Shadow Play

“Maybe. Good-bye, Nalchek. I’ll get back to you.” She hung up.

She doubted if Nalchek would get anyone to push forward on a cold case when they didn’t have proof of identity. It had been her experience that any excuse was good enough for manpower-strapped law-enforcement departments to file away the records in a bottom drawer and look the other way. But they’d had a chance with that reconstruction, dammit. She defied anyone to look at that face and turn away.

I won’t let it matter, Jenny. I won’t let what he did make a difference.

Somehow, I’ll make it work.

*

“You’re very quiet,” Joe said as he pulled her closer in bed that night. “Depressed?”

“Yes.” She stared into the darkness. “And angry. I can’t let him get away with it, Joe.”

“I knew that was coming.” He paused. “We have a chance. I found tracks of a vehicle near the road and sent the imprints to the lab. That may help, but what else are we going to do about it?”

“We? It’s my job.”

“Not with a killer out there.”

She would feel the same way about him. “And I don’t know what I’m going to do yet. I’m trying to put something together. I feel as if the rug’s been jerked from beneath me.” She was silent. “I was so sure that I was doing the right thing sending the reconstruction back to Nalchek. I wanted desperately for Jenny to find her family. She seemed so … lost.”

“Lost?”

“When Bonnie first came back to me, she wasn’t like Jenny. She was just the way she was when she was alive. Oh, she had things she didn’t know, like about where she was, and a few lapses of memory about how she died. But she knew me, she knew what we were together.”

“And Jenny isn’t like that?”

She shook her head. “She doesn’t remember her parents. She doesn’t remember anything about who killed her. She has only fleeting memories about anything connected to her life. As for her afterlife, that’s terribly vague. She only knows she’s been waiting.”

“Waiting to know who killed her?”

“I don’t know, Joe. Maybe waiting for her parents to bring her home? Though I think that things were starting to come back to her.” She paused. “That last day I actually saw her.”

“What?”

“I saw her. I’d said something about how happy I was that I knew what she looked like after I finished the reconstruction. And later I saw Jenny in her white dress and black, patent-leather shoes. She wanted to please me. She was so sad when I told her I was sending her away.”

“You actually saw her? The way you see Bonnie?”

She nodded. “I was surprised, too. She said that she’d thought she might be able to do it, so she tried. I think that she was exploring, stretching…”

“Since she was no longer lying in that grave, waiting,” he said bitterly.

“I don’t believe that’s what she meant.”

“You’ll have to forgive me. Your Jenny is a little out of my experience.”

“And mine.” She closed her eyes. “Hold me tighter, Joe.”

His arms closed around her. “There has to be some kind of cosmic justice for kids like Jenny. I don’t believe God would saddle you with that responsibility. She’s kind of out of our jurisdiction.”

“How do you know? Jenny was sent to me. Maybe that’s a sign that I’m the one who should help her. Oh, I know I did my best with that reconstruction. But it wasn’t enough, was it? She’s back with that monster who killed her.” She shuddered at the thought. “And that’s not justice, cosmic or otherwise. That’s a horror story.” She opened her eyes as a thought occurred to her. “Or maybe it’s payback time. I had a miracle come into my life, and her name was Bonnie. Even when she was taken from me in the cruelest way possible, she was allowed to come back and visit me. That was a miracle, too. Perhaps I’m being tapped to return the favor.”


About this task:
Copy, from the data below, each line that has the word "thumbnail".

[Extracts from a graphics dataset]
------------

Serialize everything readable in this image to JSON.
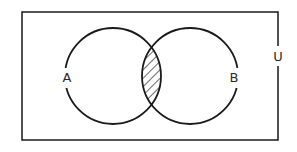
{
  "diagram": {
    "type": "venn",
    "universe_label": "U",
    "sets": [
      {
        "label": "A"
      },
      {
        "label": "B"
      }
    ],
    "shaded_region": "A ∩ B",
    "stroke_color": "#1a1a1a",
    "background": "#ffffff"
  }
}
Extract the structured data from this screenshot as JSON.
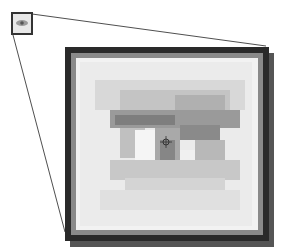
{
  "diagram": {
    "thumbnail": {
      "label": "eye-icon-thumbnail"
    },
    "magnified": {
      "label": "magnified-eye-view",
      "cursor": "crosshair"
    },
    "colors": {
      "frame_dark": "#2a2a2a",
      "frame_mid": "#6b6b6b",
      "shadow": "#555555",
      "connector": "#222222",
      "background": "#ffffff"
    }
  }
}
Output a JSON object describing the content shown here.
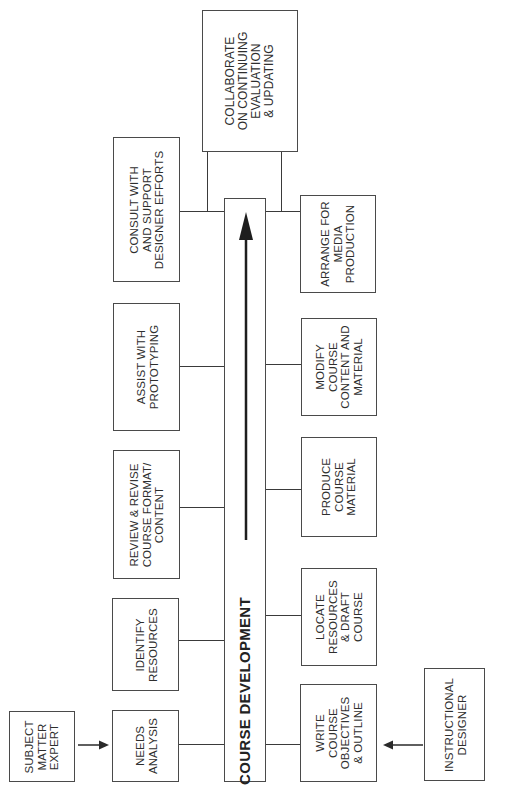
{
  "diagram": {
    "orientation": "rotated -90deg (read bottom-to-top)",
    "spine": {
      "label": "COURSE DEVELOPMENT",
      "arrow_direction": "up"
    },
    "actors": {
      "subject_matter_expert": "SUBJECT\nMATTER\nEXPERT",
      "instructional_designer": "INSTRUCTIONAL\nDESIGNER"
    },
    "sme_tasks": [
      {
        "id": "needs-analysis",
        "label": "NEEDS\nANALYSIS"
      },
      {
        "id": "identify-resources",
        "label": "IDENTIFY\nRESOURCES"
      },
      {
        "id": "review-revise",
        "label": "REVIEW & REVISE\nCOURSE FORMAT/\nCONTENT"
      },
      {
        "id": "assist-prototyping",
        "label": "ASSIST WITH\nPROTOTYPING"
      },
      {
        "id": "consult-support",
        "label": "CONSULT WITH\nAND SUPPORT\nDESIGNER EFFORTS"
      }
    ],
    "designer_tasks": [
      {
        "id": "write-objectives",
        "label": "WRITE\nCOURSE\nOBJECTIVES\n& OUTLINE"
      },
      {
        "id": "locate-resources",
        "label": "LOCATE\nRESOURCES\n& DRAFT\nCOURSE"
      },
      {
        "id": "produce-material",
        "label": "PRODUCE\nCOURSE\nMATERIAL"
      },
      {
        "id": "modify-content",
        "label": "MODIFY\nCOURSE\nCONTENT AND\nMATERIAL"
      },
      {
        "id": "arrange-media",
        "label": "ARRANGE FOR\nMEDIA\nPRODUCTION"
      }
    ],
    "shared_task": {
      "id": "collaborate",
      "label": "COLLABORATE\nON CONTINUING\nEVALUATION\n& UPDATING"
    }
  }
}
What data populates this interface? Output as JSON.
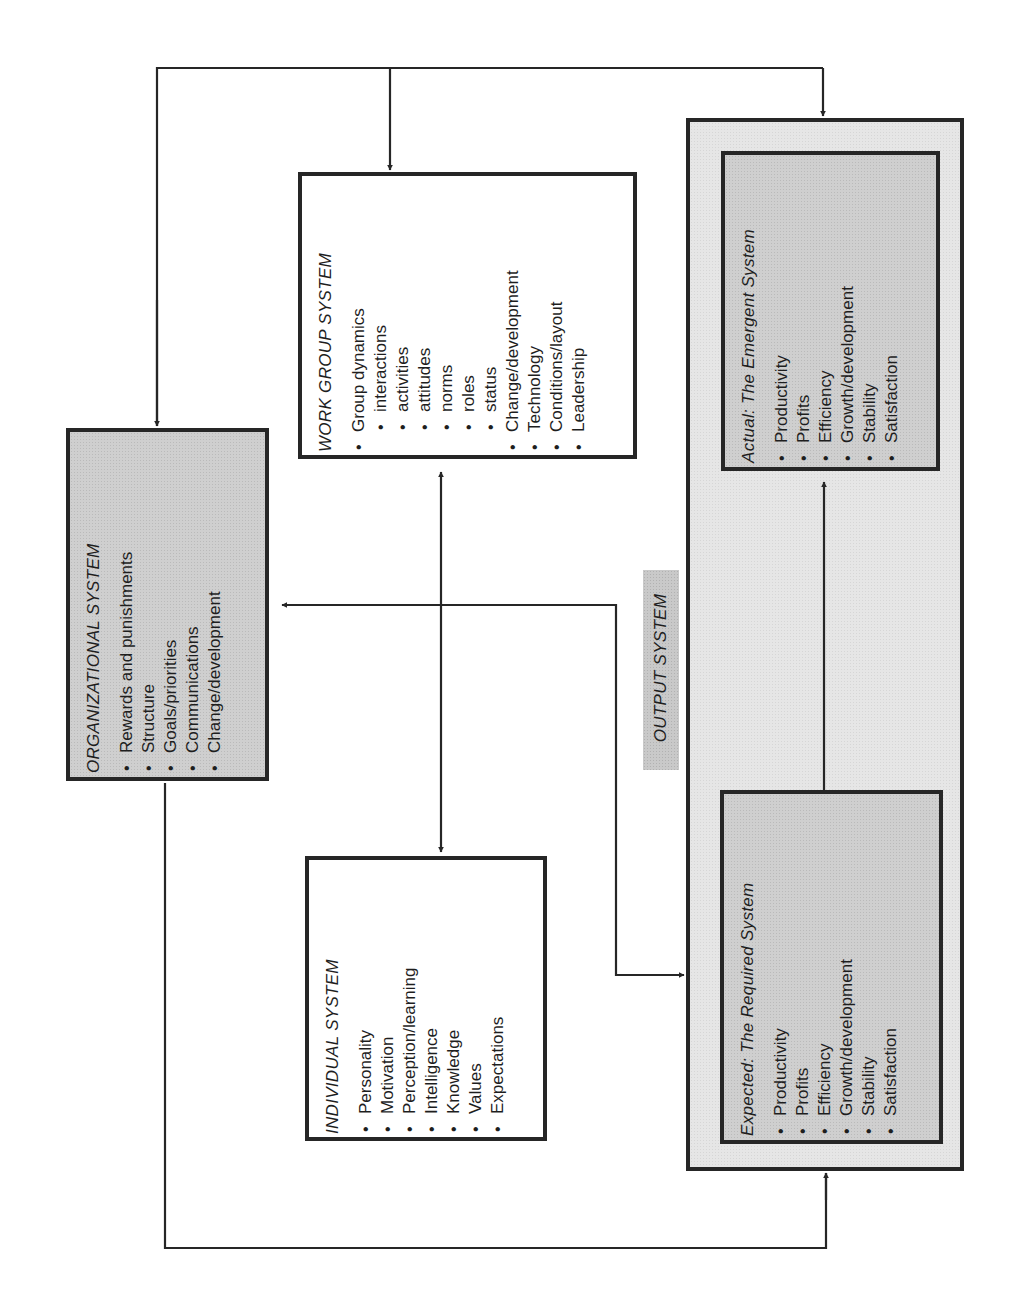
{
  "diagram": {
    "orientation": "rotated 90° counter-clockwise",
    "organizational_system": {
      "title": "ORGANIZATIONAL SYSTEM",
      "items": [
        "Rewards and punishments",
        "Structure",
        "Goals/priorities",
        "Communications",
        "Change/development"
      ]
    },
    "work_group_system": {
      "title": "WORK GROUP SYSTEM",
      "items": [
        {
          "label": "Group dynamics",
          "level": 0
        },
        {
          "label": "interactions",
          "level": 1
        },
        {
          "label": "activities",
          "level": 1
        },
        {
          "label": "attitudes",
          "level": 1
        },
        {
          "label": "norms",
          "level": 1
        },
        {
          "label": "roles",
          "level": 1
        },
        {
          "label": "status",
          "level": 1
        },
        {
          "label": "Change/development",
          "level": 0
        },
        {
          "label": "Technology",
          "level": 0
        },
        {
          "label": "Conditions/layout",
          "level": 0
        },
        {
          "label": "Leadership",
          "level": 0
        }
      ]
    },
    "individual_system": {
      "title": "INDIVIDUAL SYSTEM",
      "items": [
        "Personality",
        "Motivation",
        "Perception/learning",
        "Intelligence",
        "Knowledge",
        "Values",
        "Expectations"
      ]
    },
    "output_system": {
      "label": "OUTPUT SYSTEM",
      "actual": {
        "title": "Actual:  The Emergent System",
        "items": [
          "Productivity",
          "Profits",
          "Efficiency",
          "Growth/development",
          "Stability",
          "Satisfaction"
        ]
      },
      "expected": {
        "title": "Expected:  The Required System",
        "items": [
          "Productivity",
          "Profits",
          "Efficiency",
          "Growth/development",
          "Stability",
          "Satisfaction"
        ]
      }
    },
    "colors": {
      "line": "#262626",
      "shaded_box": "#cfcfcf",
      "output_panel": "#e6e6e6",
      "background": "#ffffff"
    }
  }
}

------------

The completed task:
    "thumbnail": {
      "label": "eye-icon-thumbnail"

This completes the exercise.